Maantoa took me upstairs, where he had a laboratory space that looked like a janitor’s closet. Between a water heater and two large air ducts, he had set up a desk with a 3-D printer and a robotic motion-control platform. I walked him back to Draper and looked up another startup, an Estonian company called Ööd, which makes one-room, two-hundred-square-foot huts that you can order prefab. The rooms have floor-to-ceiling windows of one-way glass, climate control, furniture, and lovely wood floors. They come in a truck and are dropped into the countryside.
"Sometimes you want something small, but you don’t want to be in a tent," Kaspar Kägu, the head of Ööd sales, explained. "You want a shower in the morning and your coffee and a beautiful landscape. Fifty-two per cent of Estonia is covered by forestland, and we’re rather introverted people, so we want to be—uh, not near everybody else." People of a more sociable disposition could scatter these box homes on their property, he explained, and rent them out on services like Airbnb.
"We like to go to nature—but comfortably," Andreas Tiik, who founded Ööd with his carpenter brother, Jaak, told me. The company had queued preorders from people in Silicon Valley, who also liked the idea, and was tweaking the design for local markets. "We’re building a sauna in it," Kägu said.
In the U.S., it is generally assumed that private industry leads innovation. Many ambitious techies I met in Tallinn, though, were leaving industry to go work for the state. "If someone had asked me, three years ago, if I could imagine myself working for the government, I would have said, ‘Fuck no,’ " Ott Vatter, who had sold his own business, told me. "But I decided that I could go to the U.S. at any point, and work in an average job at a private company. This is so much bigger."

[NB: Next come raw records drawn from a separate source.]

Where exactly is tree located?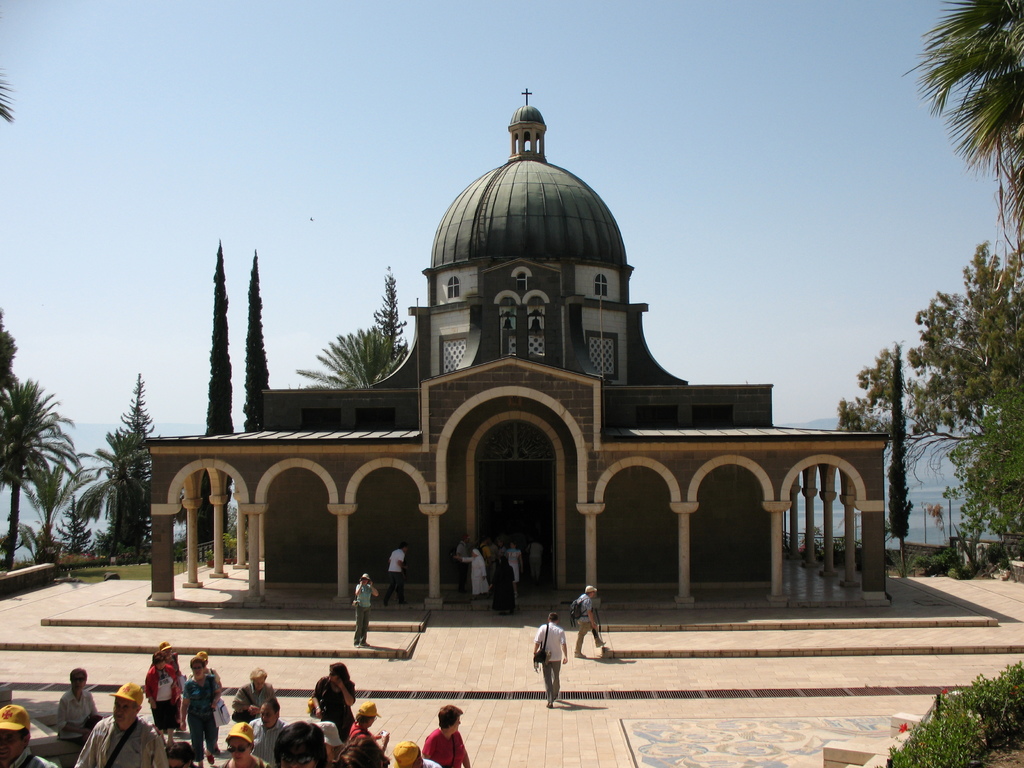
Its bounding box is l=188, t=236, r=241, b=552.
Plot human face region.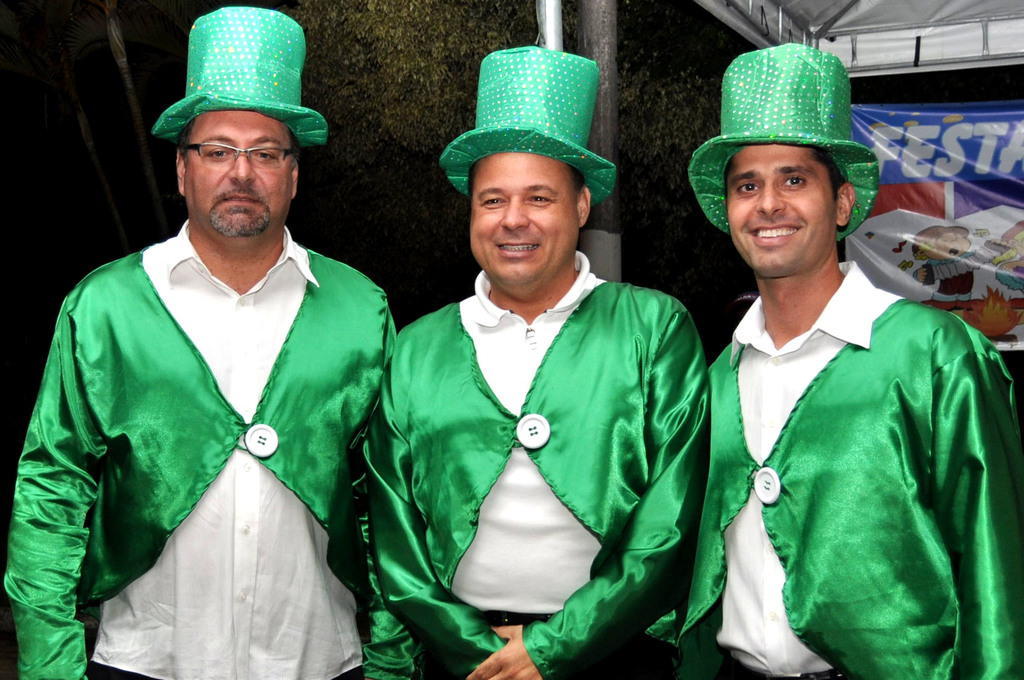
Plotted at bbox(728, 140, 838, 275).
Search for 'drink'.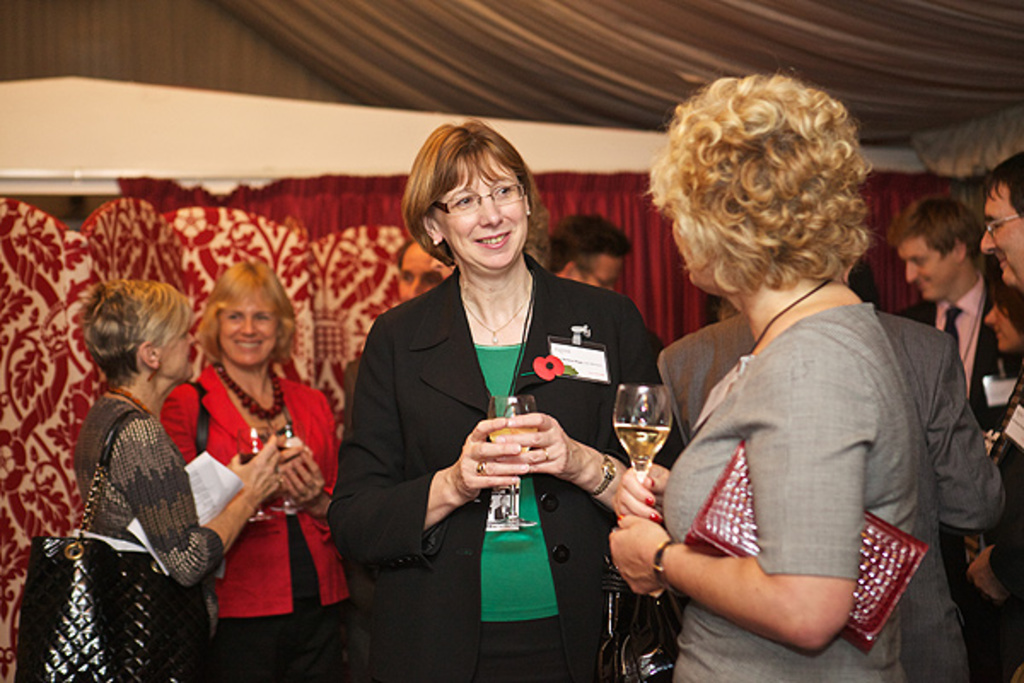
Found at 486 425 544 459.
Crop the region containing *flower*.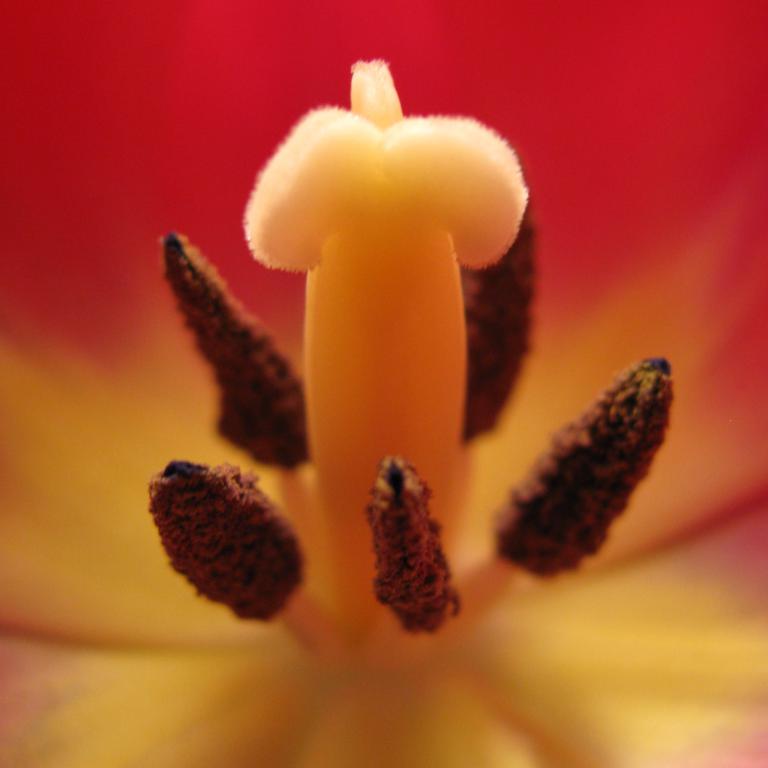
Crop region: 0 1 767 767.
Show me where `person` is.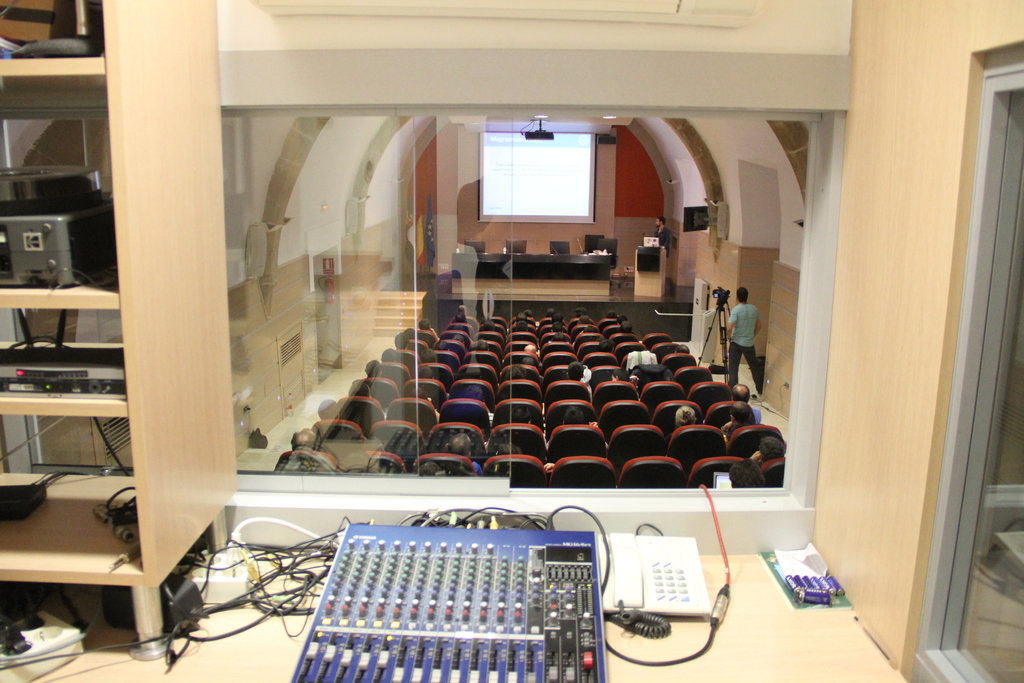
`person` is at x1=748 y1=431 x2=794 y2=470.
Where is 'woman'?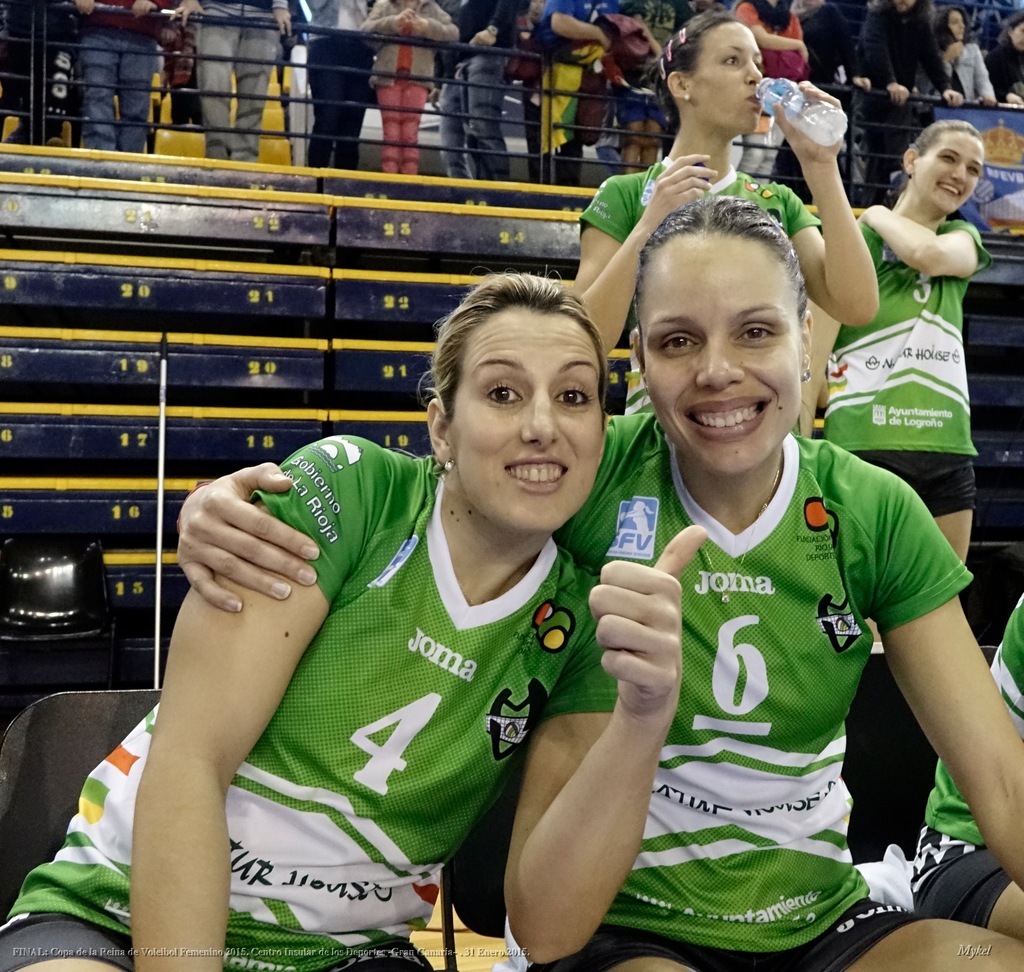
[566,9,881,418].
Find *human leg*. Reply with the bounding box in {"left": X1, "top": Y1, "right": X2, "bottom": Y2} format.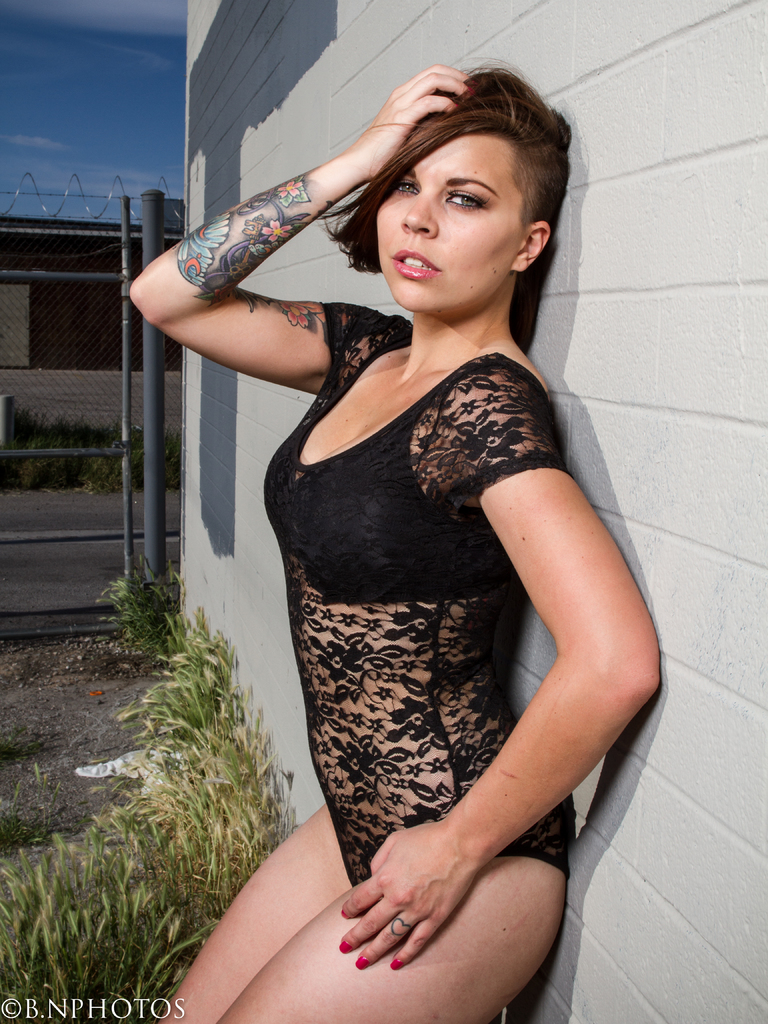
{"left": 157, "top": 803, "right": 358, "bottom": 1023}.
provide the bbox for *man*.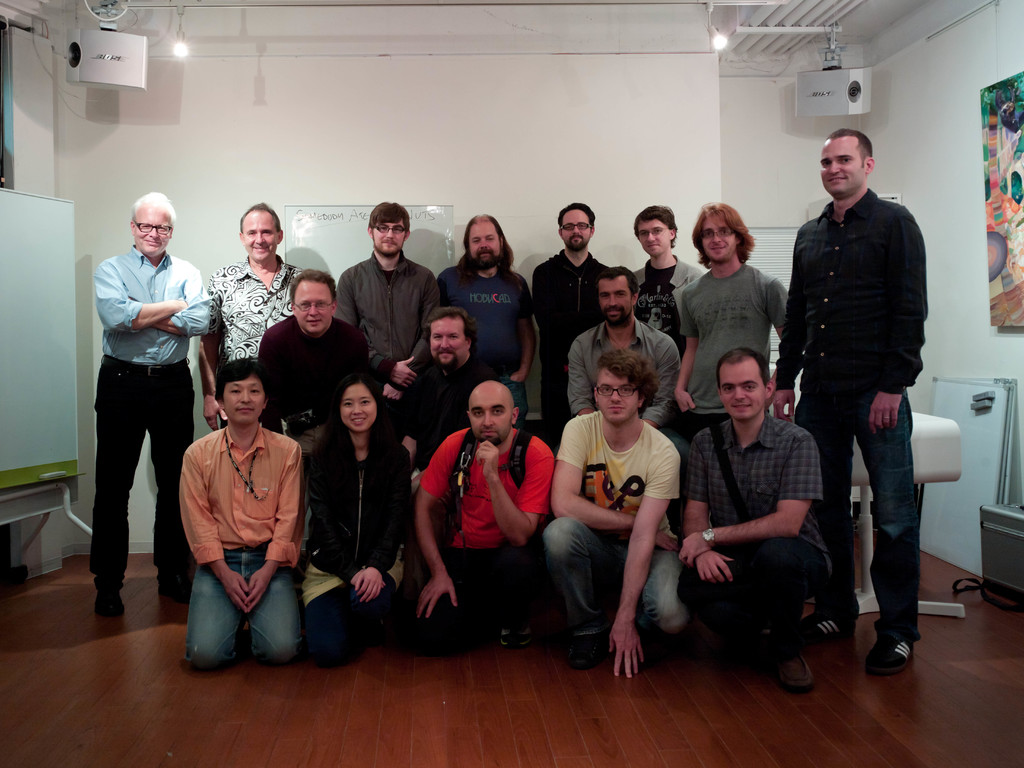
629/207/706/341.
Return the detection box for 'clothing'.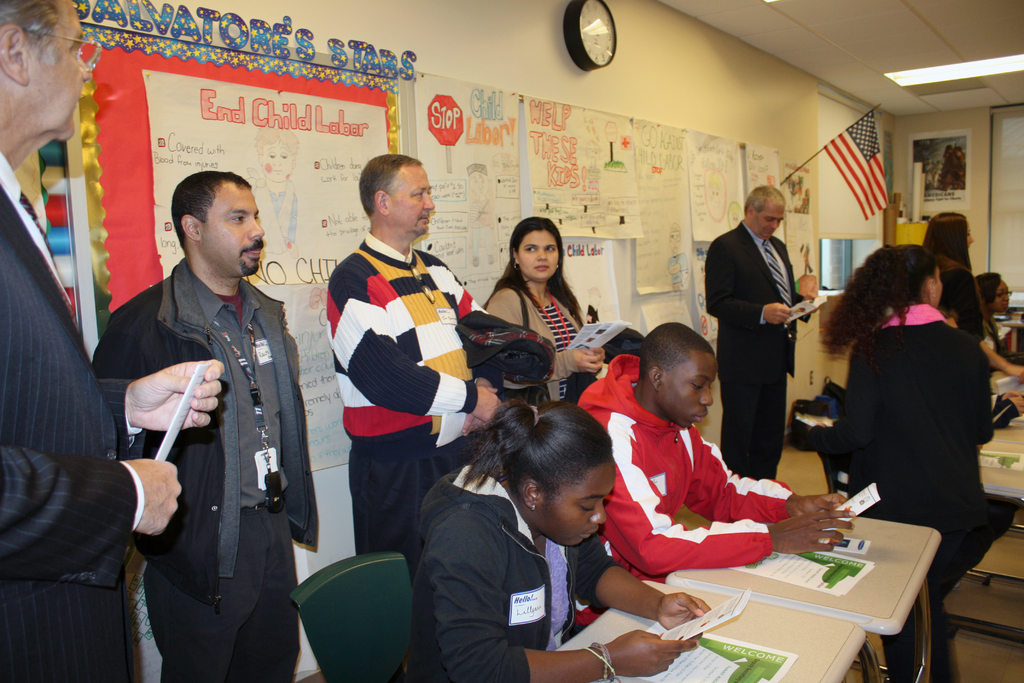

The bigness is partly inherent in the government’s appetite for large problems. In Tallinn’s courtrooms, judges’ benches are fitted with two monitors, for consulting information during the proceedings, and case files are assembled according to the once-only principle. The police make reports directly into the system; forensic specialists at the scene or in the lab do likewise. Lawyers log on—as do judges, prison wardens, plaintiffs, and defendants, each through his or her portal. The Estonian courts used to be notoriously backlogged, but that is no longer the case.